In this blog post i will be summarizing and analyzing the Drunkard's Walk how Randomness Rules our Lives pages 146- 185. In the first half of these pages Mlodinow clearly depicts how randomness in social data is actually not chaotic but very oderly "social data seemed to produce qauntifiable and predictable patterns" (152). He goes on to give us examples that seem to be complete chaos but instead are extremly orderly, as a density curve would show. You can take for example a sample of people who are driving cars one year and then count up the miles. Then the next year you can conclude that those miles will be reasonably the same, even with people completly changing what they are going to do, lets say a young girl who used to drive to school everyday gets married and stops moving.
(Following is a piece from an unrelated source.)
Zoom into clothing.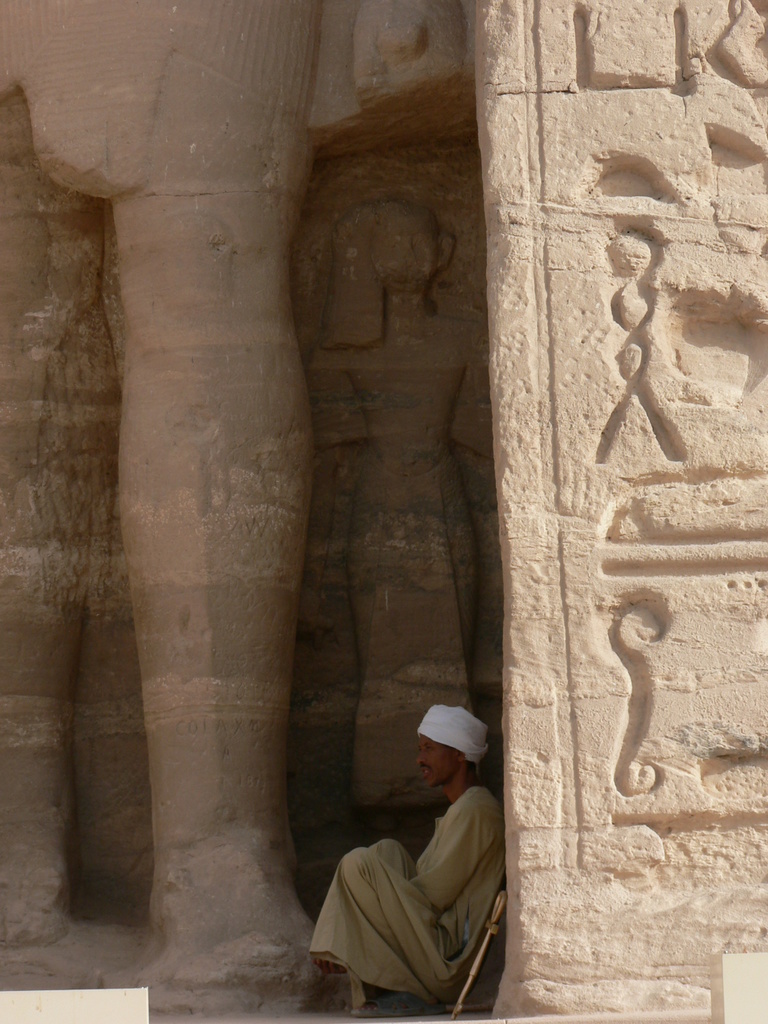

Then the milage should go down, however a young man becomes a truck driver and starts driving more often. These two would theorecticaly cancel each other out and since we take the population of a large place, (given that there isn't a significant increase in the drivers between the two years) they will equal out to be about the same. Later on in his book Mlodinow goes to show us the first person who recognized this and started to plot it. Quetelet was his name and he took samples of everything, the chest size of scottish soldiers, to the number of murders in france with what type of weapon it was committed. He found that all of these distributions were bell-shaped and represented a "normal" curve. This curve is now the basis for all statistical studies. The first recorded time this was used to a person's advantage was in the 17th century when a mathematician noticed that his baker was advertising his bread as 1000 grams and he averaged only 950. He plotted the weights of the bread he bought for a year and realized he was being cheated. Later he plotted the weights after complaining and realized that the graph was skewed to the right, meaning that the baker had been giving him a lot of heavier loaves. He complained and the baker changed his ways again.
In the second part of this reading Mlodinow talks about how random paterns are very common and confuse almost every person they come upon. To start off he talks about table turning. This is the process in which people contact the dead and turn a table after awhile the table starts to turn by itself. Scientists began to study this and realized that the people would subconsciensly start to turn the table they thought it would turn. When all the people thought it would turn in one direction they would all subconsciensly start to move the table in that direction. After much study scienctists realized that more often than not the poeple sitting at the table would all think that it would turn the same way. Mlodinow now points out that people analyze incorrectly based on percieved patterns all the time. Just as with seeing your imagination fills in the gaps. When a person looks with their eyes each eye is missing large portions of what is really there and the picture is highly pixilated, however our brain meshes the two eye views together and depixilates the image based on what it would guess is there from the combined information. Our brain does this also with statistics on things causing confusion and misconception. To counter this misconception scientists have developed a mthematical style to find patterns in samples, " To combat this misconception that people have the greater mathematicains came together and formulated a grand idea" (178). This grand idea is based on the curves from earlier and it measures the probabiblity of an event hapenning.

1 comment:

Alex said...

This book seems like a very digestible way to look at statistics. The examples that you list also seem like they are the type of thing that would stay with a person for a long time.

About Me

hey... this is joey, and this blog is for E.E.10, and if you don't know what that is, your in the wrong place.